Resting ECGResting ECG• ST & T wave changes
Exercise ECG- down-sloping ST ↓1mm or more is indicative of
ischaemia.- False (+)ve result - digoxin therapy
- LVH
- LBBB
- WPW$
Myocardial perfusion scanning stress Echo with
dopamineinfusion
Advice to patients with stable anginaAdvice to patients with stable angina
• Do not smoke
• Aim at ideal body wt
• Take regular exercise
• Avoid severe unaccustomed exertion and vigorous exercise after a heavy meal or in very cold weather
• Take sublingual nitrate before undertaking exertion that may induce angina
ManagementManagementThe management of angina pectoris involves:• A careful assessment of the likely extent and
severity of arterial disease• The identification and control of significant risk
factors (e.g. smoking, hypertension, hyperlipidaemia)
• The use of measures to control symptoms• The identification of high-risk patients and
application of treatments to improve life expectancy
Antiplatelet therapyAntiplatelet therapy
• Low-dose (75-150 mg) aspirin
Anti-anginal drug treatment
• Nitrates
• Beta-blockers
• Calcium antagonists
• Potassium channel activators
• Invasive treatment
• Percutaneous coronary intervention (PCI)
• Coronary artery bypass grafting (CABG)
ManagementManagementUnstable anginaUnstable angina
Unstable angina :risk stratification
High risk Low risk
Clinical Post-infarct angina
Recurrent pain at rest
Heart failure
No history of MI
Rapid resolution of symptoms
High risk Low risk
ECG Arrhythmia
ST depression
Transient ST elevation
Persistent deep T-wave inversion
Minor of no ECG
Changes
Biochemistry
Troponin T> 0.1μg/l Troponin T< 0.1 μg/l
N.B. There is a 5-to 10-fold difference in risk between the lowest and highest risk groups.
• The initial treatment should include bed rest, antiplatelet therapy (aspirin 300 mg followed by 75-325 mg daily long-term and clopidogrel 300 mg followed by 75 mg daily for 12 months, anticoagulant therapy (e.g. unfractionated or fractionated heparin) and a β-blocker, (e.g. atenolol 50-100 mg daily or metoprolol 50-100 mg 12 hourly)

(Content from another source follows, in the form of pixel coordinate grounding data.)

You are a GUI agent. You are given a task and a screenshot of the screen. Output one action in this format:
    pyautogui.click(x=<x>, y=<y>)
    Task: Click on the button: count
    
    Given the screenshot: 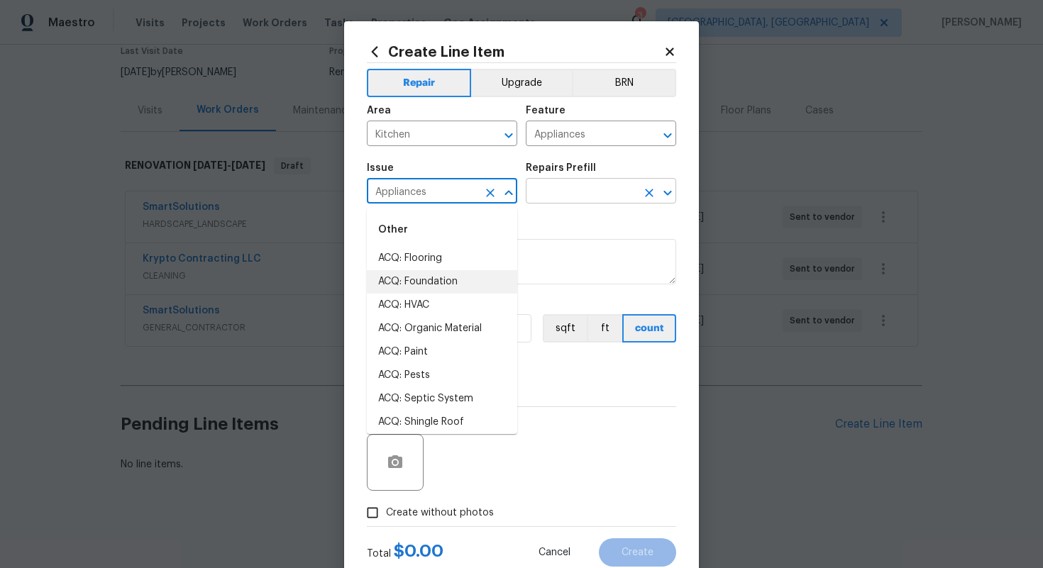 What is the action you would take?
    pyautogui.click(x=649, y=329)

• A dihydropyridine calcium antagonist (e.g. nifedipine or amlodipine)cane be added to β-blocker,but may cause an unwanted tachycardia if used alone; verapamil or dilteazem is therefore the calcium antagonist of choice if a β-blocker is contraindicated. An intravenous infusion of unfractionated heparin.
• Weight-adjusted subcutaneous low molecular weight heparin should be given if pain persists or recurs, infusions of intravenous nitrates
• Buccal nitrates may help, but such patients should also be considered for early revascularisation .
• Refractory cases or those with haemodynamic compromise should be considered for a glycoprotein IIb/IIIa receptor antagonist (e.g. abciximab, tirofiban or epitifibatide). Intra-aortic balloon pump or emergency coronary angiography.
• Most low-risk patients stabilise with aspirin, clopidogrel, heparin and anti-anginal therapy, and can be gradually mobilised. If there are no controaindications, exercise testing may be performed prior to or shortly following discharge.
• Coronary angiography should be considered with a view to revascularisation in all patient sat moderate or high risk, including those who fail to settle on medical therapy, those with extensive ECG changes, those with an elevated plasma troponin and those with severe pre-existing stable angina.
• This often reveals disease that is amenable to PCI. However, if the lesions are not suitable for PCI the patient should be considered for urgent CABG.